Trading is not like business!

Discussion in 'Professional Trading' started by Cache Landing, Feb 2, 2011.

  1. Millionaire

    Millionaire


    Depends on your personality.

    I would fail miserably running most types of businesses.

    As a Nerd type (INTJ), trading came quite easy after i taught myself.

    This personality type, INTJ, is actually the most suited to trading, especially the non floor based trading we have now adays. This is not to say other personality types cant become traders, only it is supposed to be more natural for us.

    Other lines of business will have other ideal personality types.
     
    #31     Feb 2, 2011
  2. Butterball

    Butterball

    How do you arrive at such an absolute statement? How do you know one can easily be taught and the other simply can't be easily taught?

    I am self-taught both in both brick and mortar and trading. My university degree was largely (or completely?) worthless in both professions. Whatever they taught us there was a bunch of hog-wash.

    Neither running a business nor trading was easy. Nothing was ever easy to implement. I made plenty of painful mistakes along the way.
     
    #32     Feb 2, 2011
  3. Eddiefl

    Eddiefl


    If you have discipline and a valid profitbale methodology it can be a business.

    Take 100k and open a restaurant and give me 100k to trade for you. I have a very good idea who will still have thier intial 100k at the end of the year.

    EF
     
    #33     Feb 2, 2011
  4. You're operating on a false premise that under all circumstances risk is equally proportionate to reward. That's not simple stats, it's flawed stats. Two opportunities for equivalent gain do not necessarily carry equivalent risk. That is precisely why we have stats like sharp ratios.

    In fact, your statements are contradictory. If in fact risk were always equally proportionate to return, it doesn't matter what you do, you're just a series of coin flips away from blowup. The successful traders you refer to figured out how to tilt those stats in their favor.
     
    #34     Feb 2, 2011
  5. Because I have a ton of experience in both teaching how to run a successful business and teaching how to trade. Give me a group of 100 entrepreneurs with a conventional business idea and a group of 100 new traders. For every one successful trader there will be at least five successful entrepreneurs.
     
    #35     Feb 2, 2011
  6. Millionaire

    Millionaire


    You are selecting your 100 entrepreneurs, because they have a history?

    What are about your traders?

    Lets take the turtles, they were carefully selected based on various criteria (not trading history) and not just random wanabes off the street, and they were given a profitable business plan. I believe the success rate was over 50%.
     
    #36     Feb 2, 2011
  7. That's one of the points from the original post. If you perform a cross section of new traders, the group is wildly diverse. Filled with people who don't have and will never have the personality or talents to trade successfully. In most businesses a person knows before hand whether he possesses at least a good part of the necessary skill set.

    What I'm saying is that for most businesses the rules for profitability are actually quite simple and definitive. "If you make this adjustment,... Such and such will be the result." Problems are easy to fix and the solutions are easily taught. Not the case in trading.
     
    #37     Feb 2, 2011
  8. jinxu

    jinxu

    It would be fun to watch a trading version of The Apprentice. The title can even be The Trading Apprentice. Instead of the catch phrase "you're fired" it will be "your money is goodbye". I would watch it.
     
    #38     Feb 2, 2011
  9. Now you are getting there!!! That's the point!!!

    The trading methodology is backwards. People rarely elect to start a business venture when they are completely unfamiliar with the method for success. They choose an industry they are already skilled in. This increases their chances.

    Traders don't do this. They try to develop a new skill set after starting. It's backwards.
     
    #39     Feb 2, 2011
  10. NoDoji

    NoDoji

    Trading 1 contract CL with a $50K account and a maximum stop loss on each trade of $150, means that I have very little of my account at risk at any moment in time. My trades last from 10 seconds to sometimes nearly an hour, so time-wise my exposure is rather limited as well. In the even of a black swan event causing a massive move against me with slippage, the price of CL would have to drop or rise $50 before my stop loss order was filled to wipe out my entire account. I don't believe this is possible because of limit up/limit down regulations.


**INSTRUCTIONS TO FOLLOW**: I need every line of the material below that includes the string "enoughdata".

>>>>

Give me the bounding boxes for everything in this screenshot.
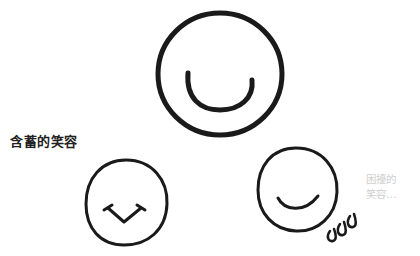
sweat-drop-1 bbox=[328, 229, 336, 241]
troubled-smile-label-line2: 笑容… bbox=[366, 187, 397, 202]
big-smile-face bbox=[158, 13, 282, 135]
troubled-smile-face bbox=[258, 148, 356, 241]
shy-face-outline bbox=[86, 160, 167, 245]
smile-illustration bbox=[0, 0, 420, 256]
shy-smile-label: 含蓄的笑容 bbox=[10, 131, 78, 150]
big-face-outline bbox=[158, 13, 282, 135]
sweat-drop-2 bbox=[338, 222, 346, 235]
troubled-face-outline bbox=[258, 148, 337, 231]
sweat-drop-3 bbox=[348, 214, 356, 227]
troubled-smile-label-line1: 困擾的 bbox=[366, 172, 397, 187]
shy-face-mouth bbox=[108, 208, 141, 222]
troubled-smile-label: 困擾的 笑容… bbox=[366, 172, 397, 202]
shy-smile-face bbox=[86, 160, 167, 245]
troubled-face-mouth bbox=[278, 196, 318, 208]
big-face-mouth bbox=[188, 73, 252, 110]
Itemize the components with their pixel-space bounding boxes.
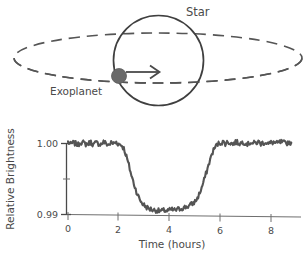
y-axis-title: Relative Brightness [4,128,16,230]
light-curve-series [68,139,291,214]
x-tick-label-4: 8 [268,225,274,236]
light-curve-path [68,140,291,213]
x-axis-title: Time (hours) [138,238,206,250]
x-tick-label-3: 6 [217,225,223,236]
exoplanet-label: Exoplanet [50,85,102,97]
y-tick-label-1: 1.00 [37,138,58,149]
star-circle [114,16,204,106]
x-tick-label-2: 4 [166,224,172,235]
x-axis-spine [67,215,302,218]
star-label: Star [186,5,210,19]
x-axis-ticks [68,212,271,222]
x-tick-label-1: 2 [115,224,121,235]
transit-diagram: Star Exoplanet [0,0,308,125]
y-tick-label-0: 0.99 [37,209,58,220]
exoplanet-dot [112,69,127,84]
figure-root: Star Exoplanet 1.00 0.99 0 2 4 6 8 [0,0,308,253]
x-tick-label-0: 0 [65,223,71,234]
light-curve-chart: 1.00 0.99 0 2 4 6 8 Time (hours) Relativ… [0,125,308,253]
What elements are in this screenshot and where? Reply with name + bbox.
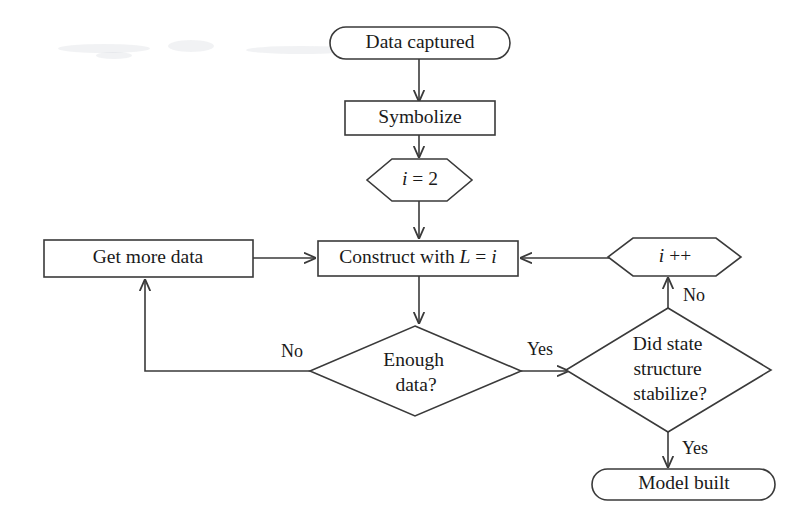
flowchart-canvas: Data captured Symbolize i = 2 Get more d… xyxy=(0,0,802,523)
node-init-label: i = 2 xyxy=(402,168,438,189)
node-stabilize-line1: Did state xyxy=(633,333,703,354)
edge-label-stabilize-no: No xyxy=(683,285,705,305)
node-construct-var-l: L xyxy=(459,246,471,267)
node-getmoredata-label: Get more data xyxy=(93,246,204,267)
node-construct-var-i: i xyxy=(491,246,496,267)
node-symbolize-label: Symbolize xyxy=(378,106,461,127)
node-stabilize-line2: structure xyxy=(633,358,701,379)
node-stabilize-line3: stabilize? xyxy=(633,383,707,404)
node-increment-op: ++ xyxy=(664,245,691,266)
node-enoughdata-line1: Enough xyxy=(383,349,444,370)
node-stabilize-label: Did state structure stabilize? xyxy=(633,333,708,404)
node-enoughdata-shape xyxy=(310,326,521,416)
node-construct-text: Construct with xyxy=(339,246,459,267)
node-start-label: Data captured xyxy=(366,31,475,52)
node-end-label: Model built xyxy=(638,472,730,493)
edge-label-enough-yes: Yes xyxy=(527,339,553,359)
node-construct-label: Construct with L = i xyxy=(339,246,496,267)
node-construct-eq: = xyxy=(470,246,491,267)
node-enoughdata-line2: data? xyxy=(395,374,436,395)
node-increment-label: i ++ xyxy=(659,245,691,266)
node-init-value: = 2 xyxy=(407,168,438,189)
flowchart-graphics: Data captured Symbolize i = 2 Get more d… xyxy=(0,0,802,523)
edge-label-enough-no: No xyxy=(281,341,303,361)
edge-label-stabilize-yes: Yes xyxy=(682,438,708,458)
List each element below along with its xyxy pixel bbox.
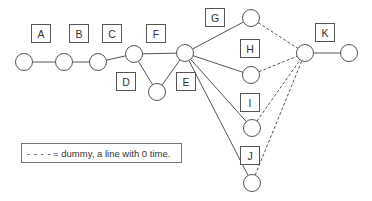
dummy-activity-edge — [258, 23, 298, 49]
activity-edge-f — [142, 53, 176, 54]
nodes-layer — [16, 10, 358, 192]
activity-label-h: H — [240, 39, 260, 58]
activity-label-b: B — [69, 24, 89, 43]
activity-label-i: I — [240, 93, 260, 112]
dummy-activity-edge — [257, 60, 300, 121]
legend-text: = dummy, a line with 0 time. — [53, 148, 170, 159]
activity-label-f: F — [146, 24, 166, 43]
activity-label-e: E — [176, 72, 196, 91]
event-node-n9 — [244, 120, 261, 137]
activity-label-k: K — [315, 23, 335, 42]
event-node-n10 — [244, 175, 261, 192]
activity-edge-i — [191, 59, 247, 121]
event-node-n3 — [90, 54, 107, 71]
event-node-n8 — [243, 67, 260, 84]
event-node-n1 — [16, 54, 33, 71]
activity-label-g: G — [205, 8, 225, 27]
dummy-line-symbol: - - - - — [27, 148, 51, 159]
event-node-n12 — [341, 45, 358, 62]
activity-edge-c — [106, 56, 125, 60]
event-node-n4 — [126, 46, 143, 63]
activity-label-d: D — [116, 72, 136, 91]
legend-box: - - - - = dummy, a line with 0 time. — [21, 143, 182, 163]
activity-label-a: A — [31, 24, 51, 43]
dummy-activity-edge — [255, 61, 302, 175]
event-node-n6 — [177, 45, 194, 62]
event-node-n7 — [243, 10, 260, 27]
event-node-n5 — [149, 84, 166, 101]
activity-label-c: C — [102, 24, 122, 43]
activity-edge-d — [138, 61, 152, 84]
event-node-n2 — [56, 54, 73, 71]
activity-label-j: J — [240, 146, 260, 165]
event-node-n11 — [297, 45, 314, 62]
dummy-activity-edge — [259, 56, 297, 72]
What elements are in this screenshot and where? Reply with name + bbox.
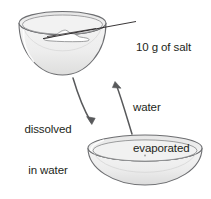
label-evaporated-line-1: water [133, 101, 209, 115]
arrow-water-evaporated [112, 82, 132, 135]
arrow-evaporated-head [112, 82, 121, 89]
arrow-dissolved-head [87, 117, 96, 125]
label-dissolved-line-1: dissolved [17, 123, 79, 137]
top-bowl [19, 12, 106, 76]
label-evaporated-line-2: evaporated [133, 142, 209, 156]
label-salt-amount-text: 10 g of salt [136, 41, 191, 55]
label-water-evaporated: water evaporated [133, 74, 209, 182]
arrow-evaporated-shaft [116, 84, 132, 134]
label-salt-amount: 10 g of salt [136, 14, 191, 82]
salt-evaporation-diagram: 10 g of salt dissolved in water water ev… [0, 0, 211, 199]
label-dissolved-line-2: in water [17, 164, 79, 178]
label-dissolved-in-water: dissolved in water [17, 96, 79, 199]
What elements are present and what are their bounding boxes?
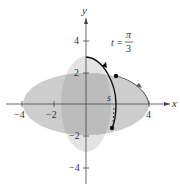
y-tick-label-2: 2 <box>74 67 79 78</box>
arc-length-label: s <box>107 92 111 103</box>
x-axis-arrow-icon <box>164 102 170 106</box>
param-numerator: π <box>126 29 132 40</box>
diagram-canvas: −4 −2 4 4 2 −2 −4 x y s t = π 3 <box>0 0 180 194</box>
x-tick-label-neg2: −2 <box>46 109 57 120</box>
x-axis-label: x <box>171 97 177 109</box>
start-point-dot <box>110 126 114 130</box>
y-axis-label: y <box>81 4 87 16</box>
x-tick-label-4: 4 <box>146 109 151 120</box>
x-tick-label-neg4: −4 <box>14 109 25 120</box>
y-tick-label-4: 4 <box>74 35 79 46</box>
param-lhs: t = <box>111 37 123 48</box>
end-point-dot <box>114 74 118 78</box>
y-tick-label-neg4: −4 <box>69 162 80 173</box>
param-denominator: 3 <box>126 43 131 54</box>
y-tick-label-neg2: −2 <box>69 130 80 141</box>
y-axis-arrow-icon <box>84 18 88 24</box>
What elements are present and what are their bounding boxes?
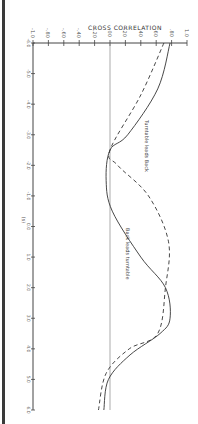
correlation-tick-label: .20: [122, 29, 128, 37]
correlation-tick-label: -.60: [61, 28, 67, 38]
lag-tick-label: -2.0: [26, 161, 31, 170]
lag-tick-label: 0.0: [26, 223, 31, 230]
lag-tick-label: -6.0: [26, 39, 31, 48]
lag-tick-label: -1.0: [26, 192, 31, 201]
annotation-turntable-leads-back: Turntable leads Back: [144, 119, 150, 172]
lag-tick-label: 6.0: [26, 406, 31, 413]
lag-tick-label: -5.0: [26, 69, 31, 78]
correlation-tick-label: .80: [169, 29, 175, 37]
annotation-back-leads-turntable: Back leads turntable: [125, 228, 131, 280]
correlation-tick-label: .60: [153, 29, 159, 37]
correlation-tick-label: .40: [138, 29, 144, 37]
lag-axis-label: (s): [21, 217, 27, 224]
lag-tick-label: 5.0: [26, 376, 31, 383]
lag-tick-label: -4.0: [26, 100, 31, 109]
lag-tick-label: -3.0: [26, 130, 31, 139]
correlation-tick-label: -.80: [45, 28, 51, 38]
lag-tick-label: 2.0: [26, 284, 31, 291]
lag-tick-label: 1.0: [26, 253, 31, 260]
correlation-tick-label: -.20: [92, 28, 98, 38]
correlation-tick-label: -.40: [76, 28, 82, 38]
lag-tick-label: 4.0: [26, 345, 31, 352]
cross-correlation-plot: -1.0-.80-.60-.40-.20.00.20.40.60.801.0-6…: [0, 0, 198, 424]
correlation-tick-label: -1.0: [30, 28, 36, 38]
correlation-tick-label: 1.0: [184, 29, 190, 37]
series-dashed-line: [98, 43, 169, 410]
series-solid-line: [104, 43, 171, 410]
lag-tick-label: 3.0: [26, 315, 31, 322]
correlation-tick-label: .00: [107, 29, 113, 37]
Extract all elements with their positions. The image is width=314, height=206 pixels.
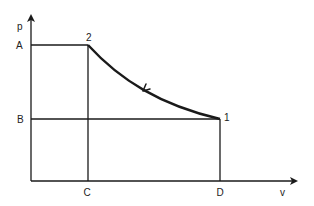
pv-diagram: p v A B C D 2 1	[0, 0, 314, 206]
y-axis-label: p	[17, 21, 23, 32]
process-curve	[88, 45, 220, 119]
point-2-label: 2	[86, 32, 92, 43]
y-tick-b: B	[17, 114, 24, 125]
y-tick-a: A	[16, 40, 23, 51]
direction-arrow-icon	[143, 84, 150, 91]
x-axis-label: v	[280, 187, 285, 198]
point-1-label: 1	[224, 112, 230, 123]
x-tick-c: C	[83, 187, 90, 198]
x-tick-d: D	[216, 187, 223, 198]
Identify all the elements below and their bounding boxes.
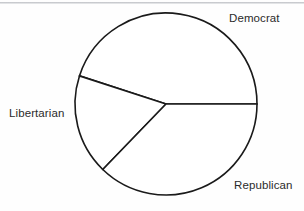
pie-label-libertarian: Libertarian [9,107,64,120]
pie-label-republican: Republican [234,179,293,192]
pie-label-democrat: Democrat [229,12,280,25]
pie-slice-group [75,13,257,195]
pie-chart-figure: Democrat Libertarian Republican [0,0,304,211]
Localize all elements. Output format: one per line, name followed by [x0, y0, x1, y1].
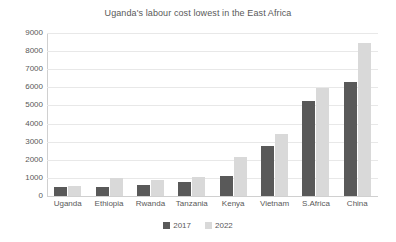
- bar-group: [337, 33, 378, 196]
- bar-group: [295, 33, 336, 196]
- bar-group: [47, 33, 88, 196]
- bar-group: [171, 33, 212, 196]
- x-axis-tick-label: China: [337, 199, 378, 208]
- bar-ethiopia-2022[interactable]: [110, 178, 123, 196]
- bar-rwanda-2017[interactable]: [137, 185, 150, 196]
- legend-label: 2017: [173, 221, 191, 230]
- y-axis-tick-label: 0: [3, 192, 43, 200]
- bar-rwanda-2022[interactable]: [151, 180, 164, 196]
- bar-vietnam-2022[interactable]: [275, 134, 288, 196]
- y-axis-labels: 9000800070006000500040003000200010000: [0, 33, 43, 196]
- bar-uganda-2017[interactable]: [54, 187, 67, 196]
- bar-kenya-2022[interactable]: [234, 157, 247, 196]
- bar-group: [213, 33, 254, 196]
- x-axis-tick-label: Kenya: [213, 199, 254, 208]
- chart-legend: 20172022: [0, 221, 396, 230]
- x-axis-labels: UgandaEthiopiaRwandaTanzaniaKenyaVietnam…: [47, 199, 378, 208]
- legend-swatch-icon: [205, 222, 212, 229]
- bar-safrica-2017[interactable]: [302, 101, 315, 196]
- legend-entry-2017[interactable]: 2017: [163, 221, 191, 230]
- y-axis-tick-label: 3000: [3, 138, 43, 146]
- legend-label: 2022: [215, 221, 233, 230]
- x-axis-tick-label: Rwanda: [130, 199, 171, 208]
- x-axis-tick-label: Vietnam: [254, 199, 295, 208]
- bars-layer: [47, 33, 378, 196]
- y-axis-tick-label: 1000: [3, 174, 43, 182]
- bar-safrica-2022[interactable]: [316, 88, 329, 196]
- bar-tanzania-2017[interactable]: [178, 182, 191, 196]
- y-axis-tick-label: 8000: [3, 47, 43, 55]
- y-axis-tick-label: 9000: [3, 29, 43, 37]
- y-axis-tick-label: 4000: [3, 120, 43, 128]
- y-axis-tick-label: 7000: [3, 65, 43, 73]
- x-axis-tick-label: S.Africa: [295, 199, 336, 208]
- legend-entry-2022[interactable]: 2022: [205, 221, 233, 230]
- bar-group: [88, 33, 129, 196]
- x-axis-tick-label: Uganda: [47, 199, 88, 208]
- bar-ethiopia-2017[interactable]: [96, 187, 109, 196]
- bar-tanzania-2022[interactable]: [192, 177, 205, 196]
- bar-vietnam-2017[interactable]: [261, 146, 274, 196]
- x-axis-tick-label: Tanzania: [171, 199, 212, 208]
- bar-uganda-2022[interactable]: [68, 186, 81, 197]
- x-axis-tick-label: Ethiopia: [88, 199, 129, 208]
- chart-title: Uganda's labour cost lowest in the East …: [0, 8, 396, 18]
- y-axis-tick-label: 6000: [3, 83, 43, 91]
- bar-china-2017[interactable]: [344, 82, 357, 196]
- bar-china-2022[interactable]: [358, 43, 371, 196]
- legend-swatch-icon: [163, 222, 170, 229]
- bar-group: [254, 33, 295, 196]
- y-axis-tick-label: 2000: [3, 156, 43, 164]
- bar-chart: Uganda's labour cost lowest in the East …: [0, 0, 396, 242]
- y-axis-tick-label: 5000: [3, 101, 43, 109]
- gridline: [47, 196, 378, 197]
- bar-kenya-2017[interactable]: [220, 176, 233, 196]
- bar-group: [130, 33, 171, 196]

<<<<

**EXERCISE ANSWER**:
node-enoughdata-line1: Enough xyxy=(383,349,444,370)
node-enoughdata-shape xyxy=(310,326,521,416)
node-enoughdata-line2: data? xyxy=(395,374,436,395)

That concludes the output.